May 5 is the eleventh anniversary of when Tom and I started dating. To celebrate that, Cinco de Mayo, and National Homebrew Day/Weekend, we collaborated on a beer together. Since I had Tom's partnership in this endeavor, we decided it would be fun to try an all-grain recipe. I was intrigued by a cool looking malt bill in an English Mild recipe I saw in Zymurgy, and started brainstorming around that. We ended up brewing the Mild recipe out of John Palmer's "Brewing Classic Styles" book, and I have a cunning plan to dryhop the Mild (which obviously makes it not a traditional style) with Simcoe hops. So it's like a British-American combination, much like Tom and myself.

Doing a mash and a batch sparge and vorlauf and all that stuff was pretty labor intensive, I kind of almost forgot everything I learned on my first brewday. However! It did all come back to me, more or less, with some gentle reminding. We went to Brewstock to acquire some Maris Otter, Crystal 60, Crystal 120, Pale Chocolate Malt, Black Patent Malt. Aaron was out for the day at Jazz Fest, but the folks there were super helpful and actually measured and crushed the grains for us. Got some Wyeast (liquid smackpack this time!) some Kent Golding for bittering and Simcoe for dryhopping, some sanitizer, and one of those adhesive thermostats so I can better monitor the fermentation temperature this time around.

Grains before the mashing

The general set up - mash tun on the left, brew/boil kettle on the right

Having a homebrew while homebrewing

Sparging!

Sparging some more...

From mash tun to...

... boil kettle

Brewing assistant/cellarcat

The Cooling of the Wort

Brew days are very exhausting!
The efficiency wasn't as great as one might hope - only at 68%. But hopefully we will still have a good beer at the end.
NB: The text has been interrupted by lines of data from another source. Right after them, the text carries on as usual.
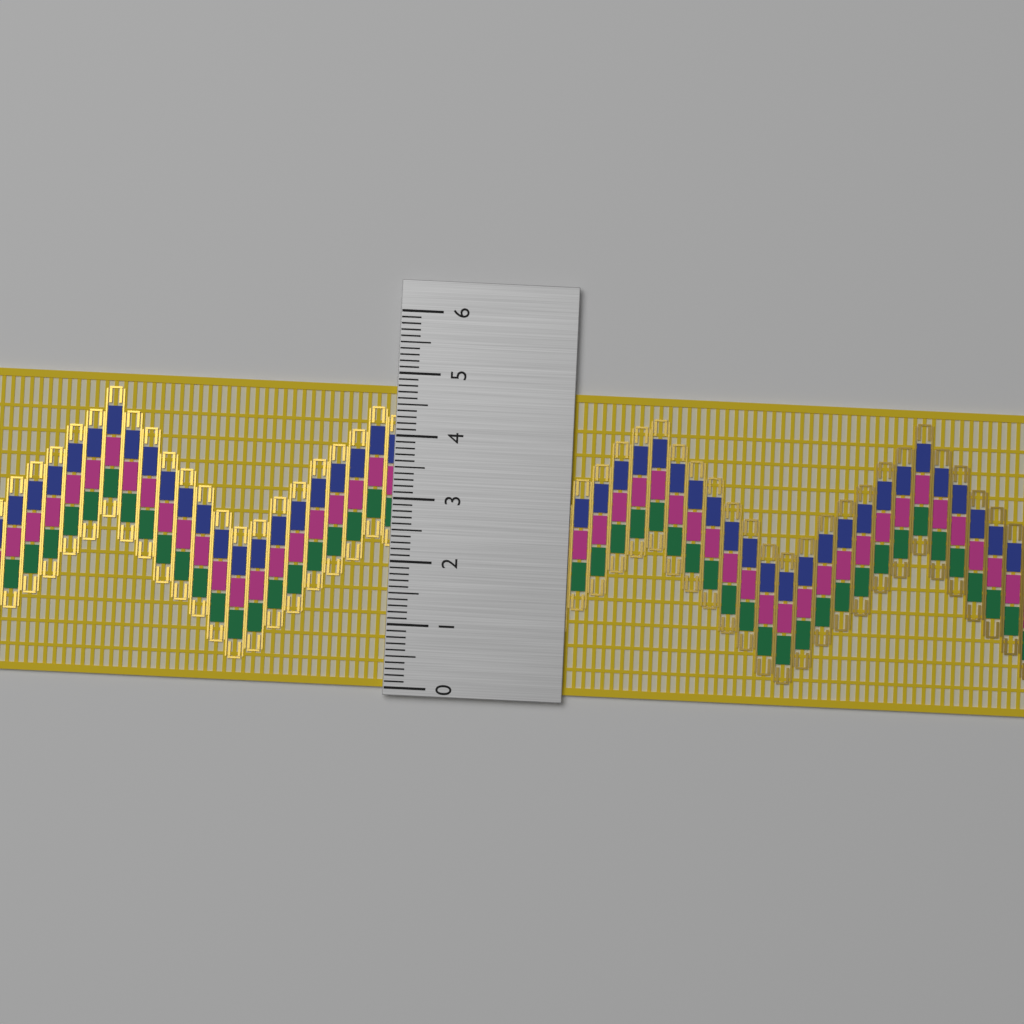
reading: 4.8 (no unit)
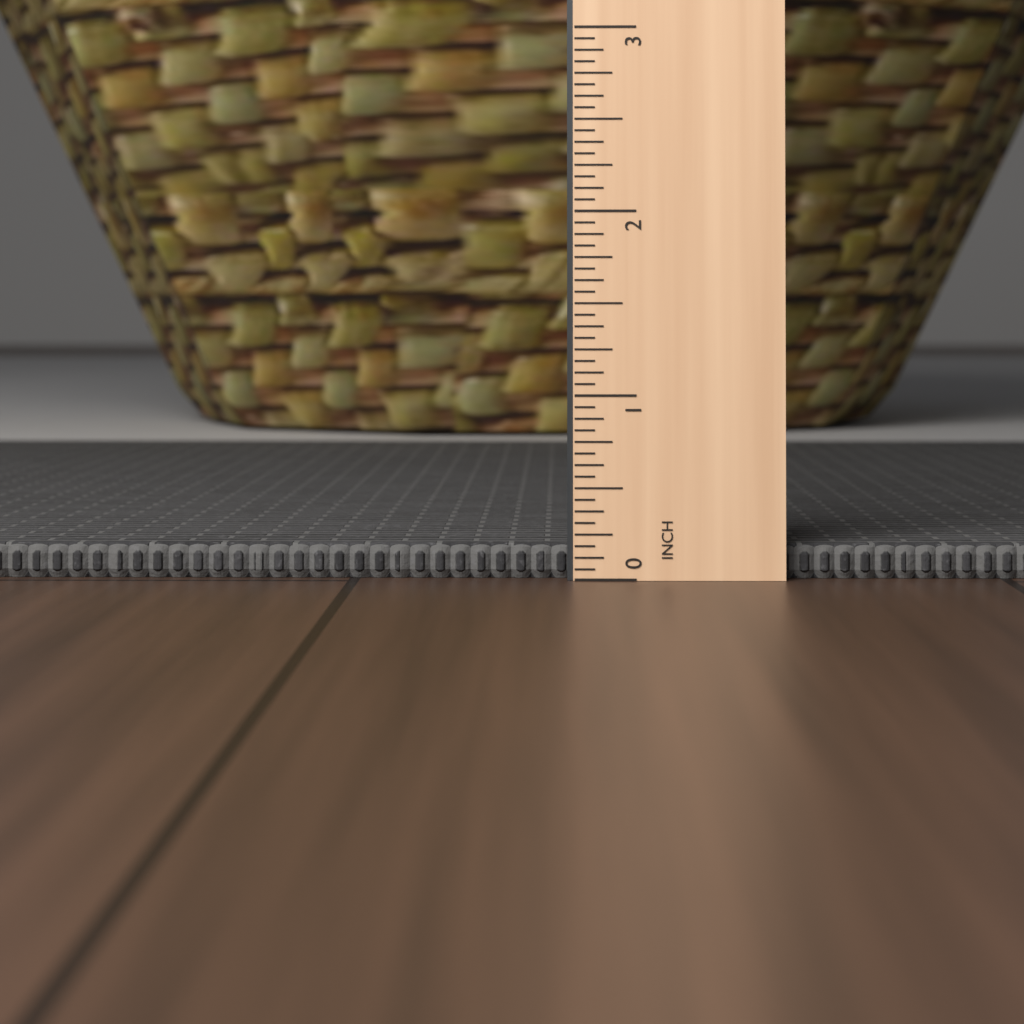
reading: 0.1875 in
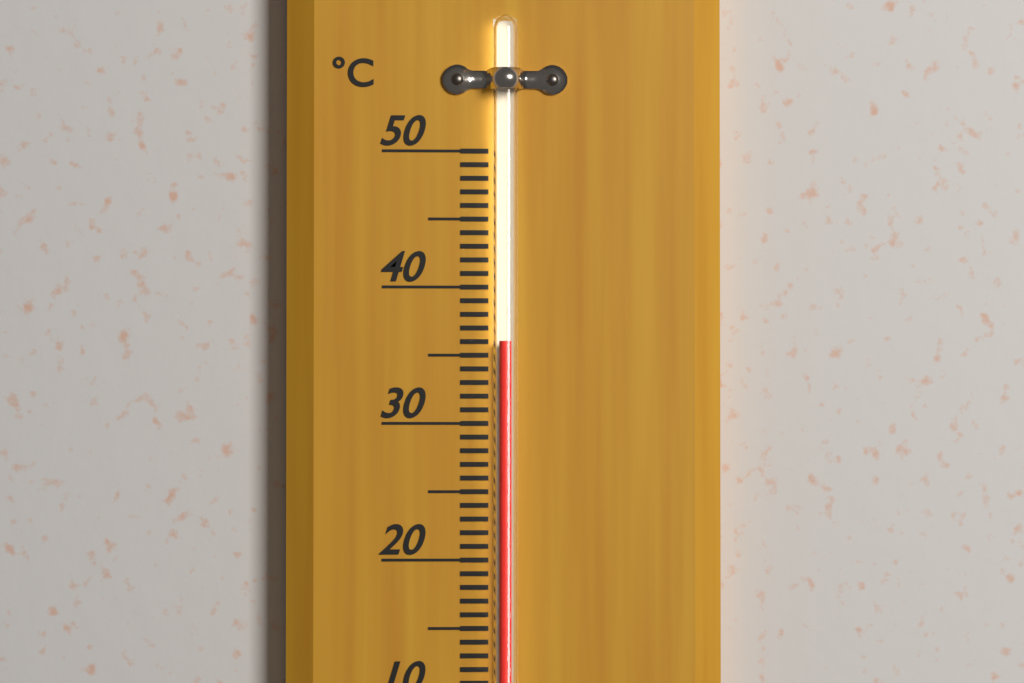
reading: 36 °C
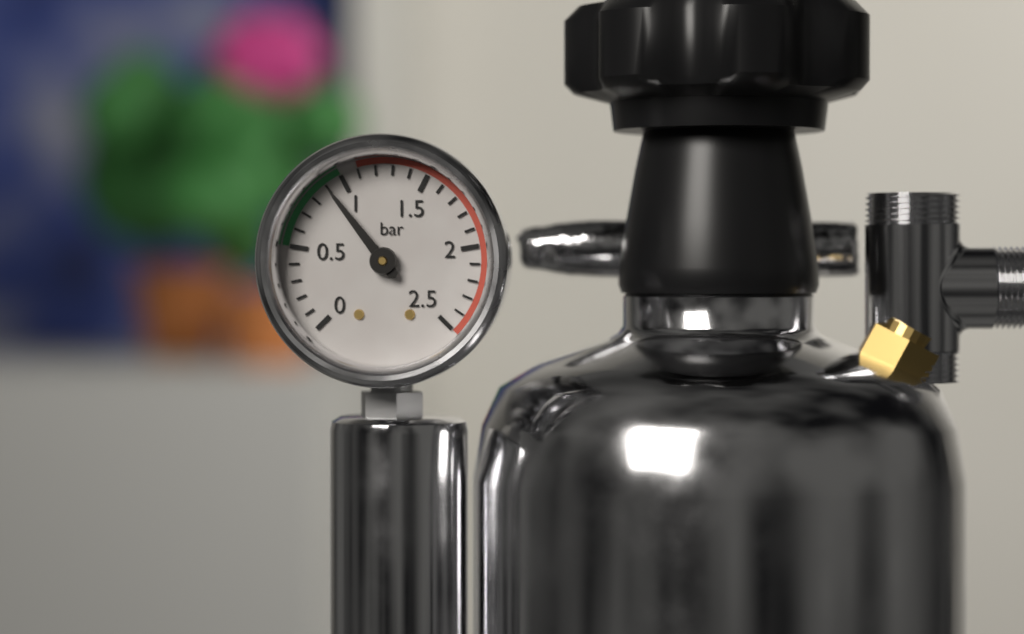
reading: 0.9 bar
I've rigged up a plastic container with some water and ice packs to keep it cool (in the 68 degree range) and Tom covered the fermentor with an old T-shirt to let evaporation do its thing all over it and keep things cool. I am hoping this will help with the issues I ran into with fermenting too warm last time.

I'm excited to see what happens! Hopefully, something generally delicious.